Every record below, from the first line to the last, is to be set down again exactly.

*SUPPLIED ENTRIES:*
※ ※ ※
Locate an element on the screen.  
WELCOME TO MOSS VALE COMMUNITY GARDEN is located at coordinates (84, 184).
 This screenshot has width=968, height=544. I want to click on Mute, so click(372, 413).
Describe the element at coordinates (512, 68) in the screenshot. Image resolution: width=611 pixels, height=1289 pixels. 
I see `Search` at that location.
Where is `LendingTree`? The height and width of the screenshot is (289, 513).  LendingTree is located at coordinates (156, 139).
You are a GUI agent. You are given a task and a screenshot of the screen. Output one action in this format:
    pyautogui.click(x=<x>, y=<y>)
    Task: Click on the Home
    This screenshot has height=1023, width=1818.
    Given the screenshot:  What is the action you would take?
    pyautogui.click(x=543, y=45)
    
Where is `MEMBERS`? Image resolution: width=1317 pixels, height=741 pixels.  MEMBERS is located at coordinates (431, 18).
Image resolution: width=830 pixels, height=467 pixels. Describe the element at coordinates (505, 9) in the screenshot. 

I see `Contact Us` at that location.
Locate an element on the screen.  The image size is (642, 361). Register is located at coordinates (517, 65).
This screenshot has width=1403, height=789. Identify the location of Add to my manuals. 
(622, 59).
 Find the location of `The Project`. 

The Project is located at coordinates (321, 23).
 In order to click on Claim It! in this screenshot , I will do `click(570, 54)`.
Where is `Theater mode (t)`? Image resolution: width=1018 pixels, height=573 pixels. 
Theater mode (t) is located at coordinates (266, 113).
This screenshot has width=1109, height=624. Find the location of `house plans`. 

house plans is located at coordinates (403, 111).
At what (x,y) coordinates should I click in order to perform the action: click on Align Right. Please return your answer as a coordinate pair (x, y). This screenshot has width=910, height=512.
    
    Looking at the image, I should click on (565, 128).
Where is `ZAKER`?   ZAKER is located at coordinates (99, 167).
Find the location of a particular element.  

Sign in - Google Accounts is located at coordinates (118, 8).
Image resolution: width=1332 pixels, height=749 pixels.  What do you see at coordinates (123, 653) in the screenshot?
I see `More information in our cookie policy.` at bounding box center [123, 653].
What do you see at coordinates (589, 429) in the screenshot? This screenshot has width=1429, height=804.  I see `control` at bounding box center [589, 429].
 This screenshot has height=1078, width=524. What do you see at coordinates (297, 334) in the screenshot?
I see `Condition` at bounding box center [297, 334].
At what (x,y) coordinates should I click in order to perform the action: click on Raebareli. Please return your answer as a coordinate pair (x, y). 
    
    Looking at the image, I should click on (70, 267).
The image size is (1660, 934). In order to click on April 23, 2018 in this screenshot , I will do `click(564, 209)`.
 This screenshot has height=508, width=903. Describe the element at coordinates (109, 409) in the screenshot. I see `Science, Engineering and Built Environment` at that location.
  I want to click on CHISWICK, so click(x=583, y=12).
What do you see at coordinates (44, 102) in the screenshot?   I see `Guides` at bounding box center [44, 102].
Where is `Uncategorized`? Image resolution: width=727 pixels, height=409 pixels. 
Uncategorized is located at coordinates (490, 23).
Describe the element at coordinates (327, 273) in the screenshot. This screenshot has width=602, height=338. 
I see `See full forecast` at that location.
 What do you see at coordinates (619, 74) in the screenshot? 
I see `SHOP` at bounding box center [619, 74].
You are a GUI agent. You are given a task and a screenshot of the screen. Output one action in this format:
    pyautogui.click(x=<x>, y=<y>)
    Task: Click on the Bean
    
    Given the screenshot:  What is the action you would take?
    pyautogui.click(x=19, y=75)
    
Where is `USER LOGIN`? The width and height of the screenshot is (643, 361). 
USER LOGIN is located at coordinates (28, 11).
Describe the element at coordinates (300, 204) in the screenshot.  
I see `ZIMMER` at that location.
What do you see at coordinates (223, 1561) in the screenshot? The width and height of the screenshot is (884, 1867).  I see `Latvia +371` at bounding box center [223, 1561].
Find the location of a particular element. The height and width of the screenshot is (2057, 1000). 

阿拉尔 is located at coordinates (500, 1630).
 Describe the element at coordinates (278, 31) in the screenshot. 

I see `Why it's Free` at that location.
※ ※ ※
*OUTPUT OF THE EXERCISE:*
Locate an element on the screen.  
WELCOME TO MOSS VALE COMMUNITY GARDEN is located at coordinates (84, 184).
 This screenshot has width=968, height=544. I want to click on Mute, so click(372, 413).
Describe the element at coordinates (512, 68) in the screenshot. Image resolution: width=611 pixels, height=1289 pixels. 
I see `Search` at that location.
Where is `LendingTree`? The height and width of the screenshot is (289, 513).  LendingTree is located at coordinates (156, 139).
You are a GUI agent. You are given a task and a screenshot of the screen. Output one action in this format:
    pyautogui.click(x=<x>, y=<y>)
    Task: Click on the Home
    This screenshot has height=1023, width=1818.
    Given the screenshot:  What is the action you would take?
    pyautogui.click(x=543, y=45)
    
Where is `MEMBERS`? Image resolution: width=1317 pixels, height=741 pixels.  MEMBERS is located at coordinates (431, 18).
Image resolution: width=830 pixels, height=467 pixels. Describe the element at coordinates (505, 9) in the screenshot. 

I see `Contact Us` at that location.
Locate an element on the screen.  The image size is (642, 361). Register is located at coordinates (517, 65).
This screenshot has width=1403, height=789. Identify the location of Add to my manuals. 
(622, 59).
 Find the location of `The Project`. 

The Project is located at coordinates (321, 23).
 In order to click on Claim It! in this screenshot , I will do `click(570, 54)`.
Where is `Theater mode (t)`? Image resolution: width=1018 pixels, height=573 pixels. 
Theater mode (t) is located at coordinates (266, 113).
This screenshot has width=1109, height=624. Find the location of `house plans`. 

house plans is located at coordinates (403, 111).
At what (x,y) coordinates should I click in order to perform the action: click on Align Right. Please return your answer as a coordinate pair (x, y). This screenshot has width=910, height=512.
    
    Looking at the image, I should click on (565, 128).
Where is `ZAKER`?   ZAKER is located at coordinates (99, 167).
Find the location of a particular element.  

Sign in - Google Accounts is located at coordinates (118, 8).
Image resolution: width=1332 pixels, height=749 pixels.  What do you see at coordinates (123, 653) in the screenshot?
I see `More information in our cookie policy.` at bounding box center [123, 653].
What do you see at coordinates (589, 429) in the screenshot? This screenshot has width=1429, height=804.  I see `control` at bounding box center [589, 429].
 This screenshot has height=1078, width=524. What do you see at coordinates (297, 334) in the screenshot?
I see `Condition` at bounding box center [297, 334].
At what (x,y) coordinates should I click in order to perform the action: click on Raebareli. Please return your answer as a coordinate pair (x, y). 
    
    Looking at the image, I should click on (70, 267).
The image size is (1660, 934). In order to click on April 23, 2018 in this screenshot , I will do `click(564, 209)`.
 This screenshot has height=508, width=903. Describe the element at coordinates (109, 409) in the screenshot. I see `Science, Engineering and Built Environment` at that location.
  I want to click on CHISWICK, so click(x=583, y=12).
What do you see at coordinates (44, 102) in the screenshot?   I see `Guides` at bounding box center [44, 102].
Where is `Uncategorized`? Image resolution: width=727 pixels, height=409 pixels. 
Uncategorized is located at coordinates (490, 23).
Describe the element at coordinates (327, 273) in the screenshot. This screenshot has width=602, height=338. 
I see `See full forecast` at that location.
 What do you see at coordinates (619, 74) in the screenshot? 
I see `SHOP` at bounding box center [619, 74].
You are a GUI agent. You are given a task and a screenshot of the screen. Output one action in this format:
    pyautogui.click(x=<x>, y=<y>)
    Task: Click on the Bean
    
    Given the screenshot:  What is the action you would take?
    pyautogui.click(x=19, y=75)
    
Where is `USER LOGIN`? The width and height of the screenshot is (643, 361). 
USER LOGIN is located at coordinates (28, 11).
Describe the element at coordinates (300, 204) in the screenshot.  
I see `ZIMMER` at that location.
What do you see at coordinates (223, 1561) in the screenshot? The width and height of the screenshot is (884, 1867).  I see `Latvia +371` at bounding box center [223, 1561].
Find the location of a particular element. The height and width of the screenshot is (2057, 1000). 

阿拉尔 is located at coordinates (500, 1630).
 Describe the element at coordinates (278, 31) in the screenshot. 

I see `Why it's Free` at that location.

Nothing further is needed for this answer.